Tap water comparisons

Buba Blend

Well-Known Member
480 out of the tap here in SoCal... It will kill any plant that it touches.. It took me a while to figure out why my plants were always F'd up :) Over 500 ppm and the EPA says not to drink it... Now I have RO and it's around 70 ppm.
I have water also ranging above 500ppm. My cheap $150 ebay ro unit has kept ppms below 20 for 2 years. Is your ro water that you make coming out at 70ppms? sounds high.
 

JSB99

Well-Known Member
I misread my tds the other day. It actually hovers around 70ppm. I have a reservoir I was planning on using to expel chlorine, but I'm wondering if I really even need it. I thoroughly checked out the waterplant's additives and didn't see chloramine as one of them.
 

Lordhooha

Well-Known Member
I misread my tds the other day. It actually hovers around 70ppm. I have a reservoir I was planning on using to expel chlorine, but I'm wondering if I really even need it. I thoroughly checked out the waterplant's additives and didn't see chloramine as one of them.
I would check to see I'm almost certain if it's city water they treat it with chorine of some sort simple pool kit should do it
 

JSB99

Well-Known Member
chloramine is not the same as chlorine, they treat with one or the other or both
Right. That's why I was saying that I wasn't seeing it listed. Chlorine breaks down and dissipates quickly, where chloramine takes much longer and is more difficult to remove.

Is chloramine pretty much standard in any city water then?
 

ThcGuy

Well-Known Member
Mine is anywhere from 110-200ppm and I'm fine with that but we also have chlorimines so I use rain water in the warm months and melt snow in the winter. My rain water is 20-30ppm.
 

JSB99

Well-Known Member
Mine is anywhere from 110-200ppm and I'm fine with that but we also have chlorimines so I use rain water in the warm months and melt snow in the winter. My rain water is 20-30ppm.
That's cool! I'm going to get 2 or 3 rain barrels for the Oregon rain season and try to go the whole winter without having to use the tap.
 

dstroy

Well-Known Member
Right. That's why I was saying that I wasn't seeing it listed. Chlorine breaks down and dissipates quickly, where chloramine takes much longer and is more difficult to remove.

Is chloramine pretty much standard in any city water then?
I'm not sure if every city uses chloramine.

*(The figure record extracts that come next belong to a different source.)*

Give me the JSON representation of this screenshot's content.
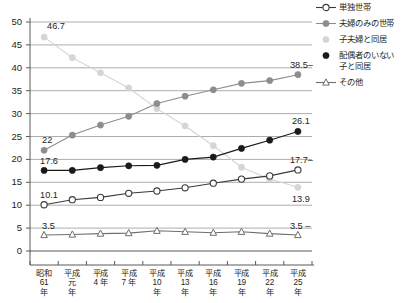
{
  "chart_data": {
    "type": "line",
    "title": "",
    "xlabel": "",
    "ylabel": "",
    "ylim": [
      0,
      50
    ],
    "ytick_step": 5,
    "grid": true,
    "legend_position": "right",
    "categories": [
      "昭和\n61\n年",
      "平成\n元\n年",
      "平成\n4\n年",
      "平成\n7\n年",
      "平成\n10\n年",
      "平成\n13\n年",
      "平成\n16\n年",
      "平成\n19\n年",
      "平成\n22\n年",
      "平成\n25\n年"
    ],
    "yticks": [
      "0",
      "5",
      "10",
      "15",
      "20",
      "25",
      "30",
      "35",
      "40",
      "45",
      "50"
    ],
    "series": [
      {
        "name": "単独世帯",
        "color": "#3a3a3a",
        "marker": "open-circle",
        "values": [
          10.1,
          11.2,
          11.7,
          12.6,
          13.1,
          13.8,
          14.8,
          15.7,
          16.4,
          17.7
        ],
        "start_label": "10.1",
        "end_label": "17.7"
      },
      {
        "name": "夫婦のみの世帯",
        "color": "#8d8d8d",
        "marker": "filled-circle",
        "values": [
          22.0,
          25.3,
          27.5,
          29.4,
          32.2,
          33.8,
          35.2,
          36.6,
          37.2,
          38.5
        ],
        "start_label": "22",
        "end_label": "38.5"
      },
      {
        "name": "子夫婦と同居",
        "color": "#d5d5d5",
        "marker": "filled-circle",
        "values": [
          46.7,
          42.2,
          38.9,
          35.6,
          31.1,
          27.3,
          23.0,
          18.3,
          15.7,
          13.9
        ],
        "start_label": "46.7",
        "end_label": "13.9"
      },
      {
        "name": "配偶者のいない\n子と同居",
        "color": "#1a1a1a",
        "marker": "filled-circle",
        "values": [
          17.6,
          17.6,
          18.2,
          18.6,
          18.7,
          20.0,
          20.5,
          22.4,
          24.2,
          26.1
        ],
        "start_label": "17.6",
        "end_label": "26.1"
      },
      {
        "name": "その他",
        "color": "#6e6e6e",
        "marker": "open-triangle",
        "values": [
          3.5,
          3.6,
          3.8,
          3.9,
          4.4,
          4.2,
          4.0,
          4.2,
          3.8,
          3.5
        ],
        "start_label": "3.5",
        "end_label": "3.5"
      }
    ]
  },
  "legend": {
    "items": [
      {
        "label": "単独世帯"
      },
      {
        "label": "夫婦のみの世帯"
      },
      {
        "label": "子夫婦と同居"
      },
      {
        "label": "配偶者のいない\n子と同居"
      },
      {
        "label": "その他"
      }
    ]
  },
  "colors": {
    "axis": "#5a5a5a",
    "grid": "#8a8a8a",
    "text": "#231f20",
    "background": "#ffffff"
  }
}
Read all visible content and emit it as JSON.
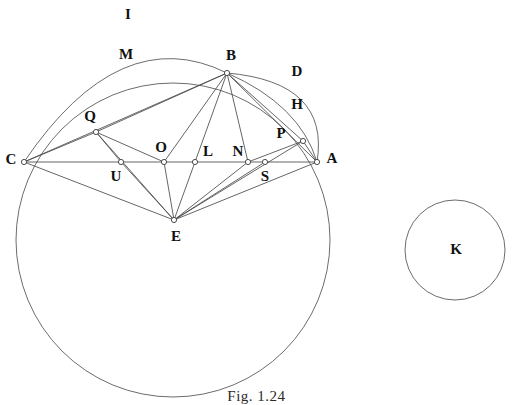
{
  "figure": {
    "caption": "Fig. 1.24",
    "stroke_color": "#4a4a4a",
    "curve_color": "#5b5b5b",
    "background_color": "#ffffff"
  },
  "points": [
    {
      "id": "A",
      "label": "A",
      "x": 317,
      "y": 162,
      "label_x": 332,
      "label_y": 160
    },
    {
      "id": "B",
      "label": "B",
      "x": 227,
      "y": 73,
      "label_x": 231,
      "label_y": 57
    },
    {
      "id": "C",
      "label": "C",
      "x": 24,
      "y": 162,
      "label_x": 11,
      "label_y": 161
    },
    {
      "id": "E",
      "label": "E",
      "x": 174,
      "y": 220,
      "label_x": 176,
      "label_y": 238
    },
    {
      "id": "L",
      "label": "L",
      "x": 195,
      "y": 162,
      "label_x": 208,
      "label_y": 153
    },
    {
      "id": "N",
      "label": "N",
      "x": 248,
      "y": 162,
      "label_x": 238,
      "label_y": 153
    },
    {
      "id": "O",
      "label": "O",
      "x": 164,
      "y": 162,
      "label_x": 161,
      "label_y": 149
    },
    {
      "id": "P",
      "label": "P",
      "x": 303,
      "y": 141,
      "label_x": 281,
      "label_y": 135
    },
    {
      "id": "Q",
      "label": "Q",
      "x": 96,
      "y": 132,
      "label_x": 90,
      "label_y": 118
    },
    {
      "id": "S",
      "label": "S",
      "x": 265,
      "y": 162,
      "label_x": 265,
      "label_y": 178
    },
    {
      "id": "U",
      "label": "U",
      "x": 121,
      "y": 162,
      "label_x": 116,
      "label_y": 178
    },
    {
      "id": "K",
      "label": "K",
      "x": 456,
      "y": 251,
      "label_x": 456,
      "label_y": 251
    }
  ],
  "segments": [
    {
      "name": "segment-C-A",
      "from": "C",
      "to": "A"
    },
    {
      "name": "segment-C-B",
      "from": "C",
      "to": "B"
    },
    {
      "name": "segment-C-E",
      "from": "C",
      "to": "E"
    },
    {
      "name": "segment-C-Q",
      "from": "C",
      "to": "Q"
    },
    {
      "name": "segment-Q-B",
      "from": "Q",
      "to": "B"
    },
    {
      "name": "segment-Q-U",
      "from": "Q",
      "to": "U"
    },
    {
      "name": "segment-Q-O",
      "from": "Q",
      "to": "O"
    },
    {
      "name": "segment-Q-E",
      "from": "Q",
      "to": "E"
    },
    {
      "name": "segment-U-E",
      "from": "U",
      "to": "E"
    },
    {
      "name": "segment-O-B",
      "from": "O",
      "to": "B"
    },
    {
      "name": "segment-O-E",
      "from": "O",
      "to": "E"
    },
    {
      "name": "segment-L-B",
      "from": "L",
      "to": "B"
    },
    {
      "name": "segment-L-E",
      "from": "L",
      "to": "E"
    },
    {
      "name": "segment-N-B",
      "from": "N",
      "to": "B"
    },
    {
      "name": "segment-N-E",
      "from": "N",
      "to": "E"
    },
    {
      "name": "segment-N-P",
      "from": "N",
      "to": "P"
    },
    {
      "name": "segment-S-E",
      "from": "S",
      "to": "E"
    },
    {
      "name": "segment-P-E",
      "from": "P",
      "to": "E"
    },
    {
      "name": "segment-P-A",
      "from": "P",
      "to": "A"
    },
    {
      "name": "segment-P-B",
      "from": "P",
      "to": "B"
    },
    {
      "name": "segment-B-A",
      "from": "B",
      "to": "A"
    },
    {
      "name": "segment-E-A",
      "from": "E",
      "to": "A"
    }
  ],
  "arcs": [
    {
      "name": "circle-I",
      "label": "I",
      "label_x": 128,
      "label_y": 16,
      "kind": "circle",
      "cx": 173,
      "cy": 240,
      "r": 157
    },
    {
      "name": "arc-M",
      "label": "M",
      "label_x": 126,
      "label_y": 56,
      "kind": "arc",
      "path": "M 24 162 Q 120 20 227 73"
    },
    {
      "name": "arc-D",
      "label": "D",
      "label_x": 297,
      "label_y": 73,
      "kind": "arc",
      "path": "M 227 73 Q 330 82 317 162"
    },
    {
      "name": "arc-H",
      "label": "H",
      "label_x": 297,
      "label_y": 106,
      "kind": "arc",
      "path": "M 227 73 Q 300 105 317 162"
    },
    {
      "name": "circle-K",
      "label": "K",
      "label_x": 456,
      "label_y": 251,
      "kind": "circle",
      "cx": 455,
      "cy": 250,
      "r": 50
    }
  ]
}
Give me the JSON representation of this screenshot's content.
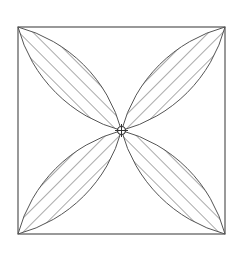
{
  "diagram": {
    "type": "geometric-figure",
    "colors": {
      "background": "#ffffff",
      "stroke": "#555555",
      "hatch": "#555555"
    },
    "square": {
      "x": 18,
      "y": 27,
      "size": 207
    },
    "center_circle": {
      "radius": 4
    },
    "petals": [
      {
        "name": "top-left",
        "hatch_direction": "/"
      },
      {
        "name": "top-right",
        "hatch_direction": "\\"
      },
      {
        "name": "bottom-left",
        "hatch_direction": "\\"
      },
      {
        "name": "bottom-right",
        "hatch_direction": "/"
      }
    ]
  }
}
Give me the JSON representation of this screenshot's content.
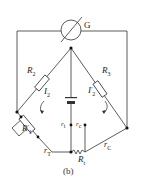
{
  "diagram": {
    "caption": "(b)",
    "galvanometer": {
      "label": "G"
    },
    "components": {
      "R2": {
        "main": "R",
        "sub": "2"
      },
      "R3": {
        "main": "R",
        "sub": "3"
      },
      "R1": {
        "main": "R",
        "sub": "1",
        "prime": "′"
      },
      "Rt": {
        "main": "R",
        "sub": "t"
      },
      "I2": {
        "main": "I",
        "sub": "2"
      },
      "I2p": {
        "main": "I",
        "sub": "2",
        "prime": "′"
      },
      "rT": {
        "main": "r",
        "sub": "T"
      },
      "rC": {
        "main": "r",
        "sub": "C"
      },
      "rt": {
        "main": "r",
        "sub": "t"
      },
      "rc": {
        "main": "r",
        "sub": "c"
      }
    },
    "stroke_color": "#333333"
  }
}
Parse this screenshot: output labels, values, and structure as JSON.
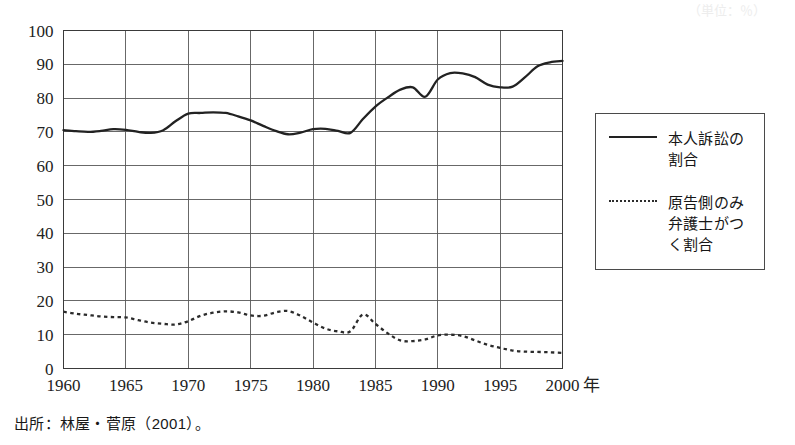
{
  "chart_data": {
    "type": "line",
    "title": "",
    "subtitle": "",
    "xlabel": "",
    "ylabel": "",
    "x_unit_label": "年",
    "xlim": [
      1960,
      2000
    ],
    "ylim": [
      0,
      100
    ],
    "x_ticks": [
      1960,
      1965,
      1970,
      1975,
      1980,
      1985,
      1990,
      1995,
      2000
    ],
    "x_tick_labels": [
      "1960",
      "1965",
      "1970",
      "1975",
      "1980",
      "1985",
      "1990",
      "1995",
      "2000"
    ],
    "y_ticks": [
      0,
      10,
      20,
      30,
      40,
      50,
      60,
      70,
      80,
      90,
      100
    ],
    "y_tick_labels": [
      "0",
      "10",
      "20",
      "30",
      "40",
      "50",
      "60",
      "70",
      "80",
      "90",
      "100"
    ],
    "grid": {
      "x": true,
      "y": true
    },
    "legend_position": "right-outside",
    "x": [
      1960,
      1961,
      1962,
      1963,
      1964,
      1965,
      1966,
      1967,
      1968,
      1969,
      1970,
      1971,
      1972,
      1973,
      1974,
      1975,
      1976,
      1977,
      1978,
      1979,
      1980,
      1981,
      1982,
      1983,
      1984,
      1985,
      1986,
      1987,
      1988,
      1989,
      1990,
      1991,
      1992,
      1993,
      1994,
      1995,
      1996,
      1997,
      1998,
      1999,
      2000
    ],
    "series": [
      {
        "name": "本人訴訟の割合",
        "style": "solid",
        "color": "#222222",
        "values": [
          70.5,
          70.2,
          70.0,
          70.3,
          70.8,
          70.6,
          70.0,
          69.7,
          70.5,
          73.2,
          75.4,
          75.6,
          75.8,
          75.6,
          74.6,
          73.4,
          71.8,
          70.3,
          69.3,
          69.8,
          70.8,
          70.9,
          70.3,
          69.7,
          73.8,
          77.5,
          80.2,
          82.5,
          83.2,
          80.4,
          85.5,
          87.4,
          87.3,
          86.2,
          84.0,
          83.2,
          83.4,
          86.2,
          89.4,
          90.6,
          91.0
        ]
      },
      {
        "name": "原告側のみ弁護士がつく割合",
        "style": "dotted",
        "color": "#2b2b2b",
        "values": [
          16.8,
          16.2,
          15.8,
          15.4,
          15.2,
          15.1,
          14.3,
          13.6,
          13.2,
          13.0,
          14.0,
          15.6,
          16.5,
          16.9,
          16.6,
          15.7,
          15.6,
          16.6,
          17.0,
          15.6,
          13.6,
          11.8,
          11.0,
          11.0,
          16.0,
          13.2,
          10.4,
          8.3,
          8.1,
          8.6,
          9.8,
          10.0,
          9.6,
          8.3,
          7.0,
          6.1,
          5.3,
          5.0,
          4.9,
          4.8,
          4.6
        ]
      }
    ]
  },
  "legend": {
    "items": [
      {
        "label": "本人訴訟の\n割合",
        "style": "solid"
      },
      {
        "label": "原告側のみ\n弁護士がつ\nく割合",
        "style": "dotted"
      }
    ]
  },
  "source": {
    "note": "出所：林屋・菅原（2001）。"
  },
  "header_artifact": {
    "text": "（単位：％）"
  },
  "colors": {
    "solid_line": "#222222",
    "dotted_line": "#2b2b2b",
    "grid": "#585858",
    "frame": "#3a3a3a",
    "text": "#1a1a1a",
    "background": "#ffffff"
  }
}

I do know that they are required by law in my state to list anything they find in the water, so if there was something in there it's on the report.
 

ThcGuy

Well-Known Member
That's cool! I'm going to get 2 or 3 rain barrels for the Oregon rain season and try to go the whole winter without having to use the tap.
I'm not sure if it makes much of a difference as my wife uses the tap water for her plants and they seem to do fine but I have the option to not use tap water so I take advantage of that.
 

Buba Blend

Well-Known Member
Yea, I bout an undersink unit from Costco for $120... I can't complain... It was at 50 ppm 2 years ago and now at 70.. If it removes 80% of the contaminates I'm still pretty happy.
As soon as I thought of this I had to find this thread.
My ro was always better than 20ppm's except when I ran hot water through it. I have mine hooked up in a shower with the shower head as the input. Several times I accidentally ran very hot water through the unit. When I did the ppm's were at 70. It always recovered after I fixed the hot water problem. Is your water cold?
 

JSB99

Well-Known Member
As soon as I thought of this I had to find this thread.
My ro was always better than 20ppm's except when I ran hot water through it. I have mine hooked up in a shower with the shower head as the input. Several times I accidentally ran very hot water through the unit. When I did the ppm's were at 70. It always recovered after I fixed the hot water problem. Is your water cold?
Hot water tends to have more minerals in it, like iron. I'm not sure if that's from the pipes or the water heater.